Amy Johnston is carefully perched against the hip of her co-worker for the day, an animator by the name of Marianne Hayden. It’s a strange scene, to say the least: two grown women in a mismatched embrace, one of them decked out in a Tron-like suit fitted with bright orange and green panels. Johnston slowly wags her legs and rests her head on Hayden’s shoulder. “I loved it so much,” Johnston says. “It was very relaxing. It’s nice to be a baby.”
Johnston, an experienced stuntwoman, was helping animators for The Last of Us Part II capture movement for an in-game baby. Rather than suit up a real baby (just imagine the complications there), Hayden had asked Johnston to sub in. A little bit of quiet head bobbing, some long and curious stares — Johnston did it all. Her best advice: move slowly. Very slowly. Nothing looks more nightmarish than a fast baby.
Motion capture work is a crucial part of modern game design, one that allows developers to create more lifelike performances for their virtual worlds. Actors are rigged up in special suits to track their movements; their faces are often dotted with black circles to recreate their expressions. Johnston, a lifelong martial artist, has taken her stunt work from Hollywood spots like mo-capping in the Deadpool movie to work in games. She’s given movement to characters like Spider-Man’s Black Cat and, more recently, both Ellie and Abby in The Last of Us Part II.
In portraying both Ellie and Abby, Johnston found herself acting for two characters with wildly different physiques. Ellie — small, skinny, and quick — “has to be scrappy,” Johnston says. “There’s more emotions going on, there’s so many things that change her fighting style and her movements, even so with her injuries.” And then there’s Abby: built like a tank, muscular and thick. “You have to really find the dynamic and the understanding of the intent, the intention the characters have in those moments [of intense combat],” Johnson says. “How their body feels, how their body moves.”
But Johnston’s work in Naughty Dog’s game didn’t just apply to its leads. She acted for NPCs, adult and otherwise, and even some of the game’s monsters. “With motion capture, every day is so different,” says Johnston. Sometimes she’s there for “movement days,” where animators track her walk cycles and decide how to build a character from the ground up. “We really have to define who that character is and get those walk cycles and all those transitions,” she says. Other days she’ll listen to recordings of the game’s voice actors played overhead while miming out their movements for big scripted scenes, or fight off imaginary foes. “And then there’s days where I come in and just die, all day,” she says. “Just getting shot in every direction.”
The thing about dying over and over? It’s definitely exhausting but can be surprisingly monotonous. “It’s very strategic and very specific,” says Johnston, explaining that something as simple as death by a gunshot can require variations on position, distance, or movements. Some of her more difficult deaths involved jumping from one ledge and failing to safely land on another. “I was jumping off a platform, running, jumping off a platform, landing on my mid-stomach onto a big pole that was up in the air, then falling off of that backwards onto my back,” she says. “Those deaths were more difficult, more of a stunt for me, because I’m running, jumping, getting some distance, landing on my stomach, and then having myself bounce off of that onto the ground. In different ways.” It’s a very physically demanding job, but don’t worry; actors are at least swaddled in pads.
While fight scenes are her bread and butter, Johnston sometimes finds herself acting as characters that aren’t even human. “Girl, I’ve been elephants,” she says, referencing one of her experiences working on Uncharted: The Lost Legacy. “They put up videos of elephants for reference, and so I had to learn how to walk like an elephant.” Her experiences are all over the place, including a very strange spot of acting for The Last of Us Part II. In one of the game’s bigger boss battles, players run into an absolute mess of fleshy bits and limbs known as the “Rat King.” At one point, one creature rips free from its sinewy prison entirely and scuttles after the player. That was Johnston, dutifully doing her part.
“I was the leg portion,” she says. “I was tied to another actor friend of mine. He was the main body, and I was the little guy on the bottom.” To see the actual footage of Johnston at work is like watching a demented game of Twister. One developer holds her right leg, while her left is strapped to the other actor’s. Johnston wriggles and squirms until her bonds are strategically released. She flops to the ground and then springs back up, newly freed and feral. “It really allowed for that tension and that pull that made it look really realistic,” she says of the whole process.
Any leftover energy she might have from a strenuous set can be channeled into something softer, or maybe you just wind up doing crying jags for a while. It makes her an expert at very strange, specific things. “I threw a Molotov 800 times from different positions,” she recalls of one day. The motion was hard to shake. “I went to bed and woke up throwing. My arm was still throwing.”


What is being asked: Even if the data beneath seems repetitive, write it all out again exactly.

Records from a collection of figures:
---

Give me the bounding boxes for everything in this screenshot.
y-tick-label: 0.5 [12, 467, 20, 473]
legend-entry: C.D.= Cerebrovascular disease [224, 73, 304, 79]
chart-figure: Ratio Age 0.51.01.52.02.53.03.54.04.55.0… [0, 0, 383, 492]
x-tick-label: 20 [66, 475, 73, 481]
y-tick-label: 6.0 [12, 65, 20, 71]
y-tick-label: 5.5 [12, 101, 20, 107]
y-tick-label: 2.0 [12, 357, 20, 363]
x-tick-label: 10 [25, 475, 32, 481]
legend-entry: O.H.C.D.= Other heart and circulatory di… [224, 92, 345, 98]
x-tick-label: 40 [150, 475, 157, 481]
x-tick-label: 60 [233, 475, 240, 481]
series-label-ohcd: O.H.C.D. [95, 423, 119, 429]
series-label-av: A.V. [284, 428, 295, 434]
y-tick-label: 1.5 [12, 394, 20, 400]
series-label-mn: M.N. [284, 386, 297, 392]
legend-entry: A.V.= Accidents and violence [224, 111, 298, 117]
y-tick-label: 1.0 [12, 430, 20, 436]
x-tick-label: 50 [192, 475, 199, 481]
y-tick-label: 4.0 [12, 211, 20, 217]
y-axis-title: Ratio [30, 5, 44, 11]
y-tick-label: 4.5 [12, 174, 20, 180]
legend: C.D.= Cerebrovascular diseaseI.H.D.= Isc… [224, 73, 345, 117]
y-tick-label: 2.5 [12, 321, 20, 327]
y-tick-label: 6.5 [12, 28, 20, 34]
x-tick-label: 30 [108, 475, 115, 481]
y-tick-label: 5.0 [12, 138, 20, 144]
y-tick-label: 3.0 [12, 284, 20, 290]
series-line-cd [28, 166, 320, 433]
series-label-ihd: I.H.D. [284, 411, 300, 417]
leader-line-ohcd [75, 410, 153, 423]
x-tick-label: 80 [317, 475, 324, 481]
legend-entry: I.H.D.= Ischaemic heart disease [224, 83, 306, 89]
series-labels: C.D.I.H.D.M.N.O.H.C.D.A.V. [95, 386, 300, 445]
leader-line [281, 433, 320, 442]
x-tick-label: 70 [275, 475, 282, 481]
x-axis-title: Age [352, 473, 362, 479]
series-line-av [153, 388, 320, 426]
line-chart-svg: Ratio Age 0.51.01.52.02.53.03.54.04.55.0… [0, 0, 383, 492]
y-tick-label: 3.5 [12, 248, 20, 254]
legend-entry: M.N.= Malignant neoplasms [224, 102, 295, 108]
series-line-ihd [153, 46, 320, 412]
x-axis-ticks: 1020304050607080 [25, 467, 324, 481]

---

Response:
Give me the bounding boxes for everything in this screenshot.
y-tick-label: 0.5 [12, 467, 20, 473]
legend-entry: C.D.= Cerebrovascular disease [224, 73, 304, 79]
chart-figure: Ratio Age 0.51.01.52.02.53.03.54.04.55.0… [0, 0, 383, 492]
x-tick-label: 20 [66, 475, 73, 481]
y-tick-label: 6.0 [12, 65, 20, 71]
y-tick-label: 5.5 [12, 101, 20, 107]
y-tick-label: 2.0 [12, 357, 20, 363]
x-tick-label: 10 [25, 475, 32, 481]
legend-entry: O.H.C.D.= Other heart and circulatory di… [224, 92, 345, 98]
x-tick-label: 40 [150, 475, 157, 481]
x-tick-label: 60 [233, 475, 240, 481]
series-label-ohcd: O.H.C.D. [95, 423, 119, 429]
series-label-av: A.V. [284, 428, 295, 434]
y-tick-label: 1.5 [12, 394, 20, 400]
series-label-mn: M.N. [284, 386, 297, 392]
legend-entry: A.V.= Accidents and violence [224, 111, 298, 117]
y-tick-label: 1.0 [12, 430, 20, 436]
x-tick-label: 50 [192, 475, 199, 481]
y-tick-label: 4.0 [12, 211, 20, 217]
y-axis-title: Ratio [30, 5, 44, 11]
y-tick-label: 4.5 [12, 174, 20, 180]
legend: C.D.= Cerebrovascular diseaseI.H.D.= Isc… [224, 73, 345, 117]
y-tick-label: 2.5 [12, 321, 20, 327]
y-tick-label: 6.5 [12, 28, 20, 34]
x-tick-label: 30 [108, 475, 115, 481]
y-tick-label: 5.0 [12, 138, 20, 144]
y-tick-label: 3.0 [12, 284, 20, 290]
series-line-cd [28, 166, 320, 433]
series-label-ihd: I.H.D. [284, 411, 300, 417]
leader-line-ohcd [75, 410, 153, 423]
x-tick-label: 80 [317, 475, 324, 481]
legend-entry: I.H.D.= Ischaemic heart disease [224, 83, 306, 89]
series-labels: C.D.I.H.D.M.N.O.H.C.D.A.V. [95, 386, 300, 445]
leader-line [281, 433, 320, 442]
x-tick-label: 70 [275, 475, 282, 481]
x-axis-title: Age [352, 473, 362, 479]
series-line-av [153, 388, 320, 426]
line-chart-svg: Ratio Age 0.51.01.52.02.53.03.54.04.55.0… [0, 0, 383, 492]
y-tick-label: 3.5 [12, 248, 20, 254]
legend-entry: M.N.= Malignant neoplasms [224, 102, 295, 108]
series-line-ihd [153, 46, 320, 412]
x-axis-ticks: 1020304050607080 [25, 467, 324, 481]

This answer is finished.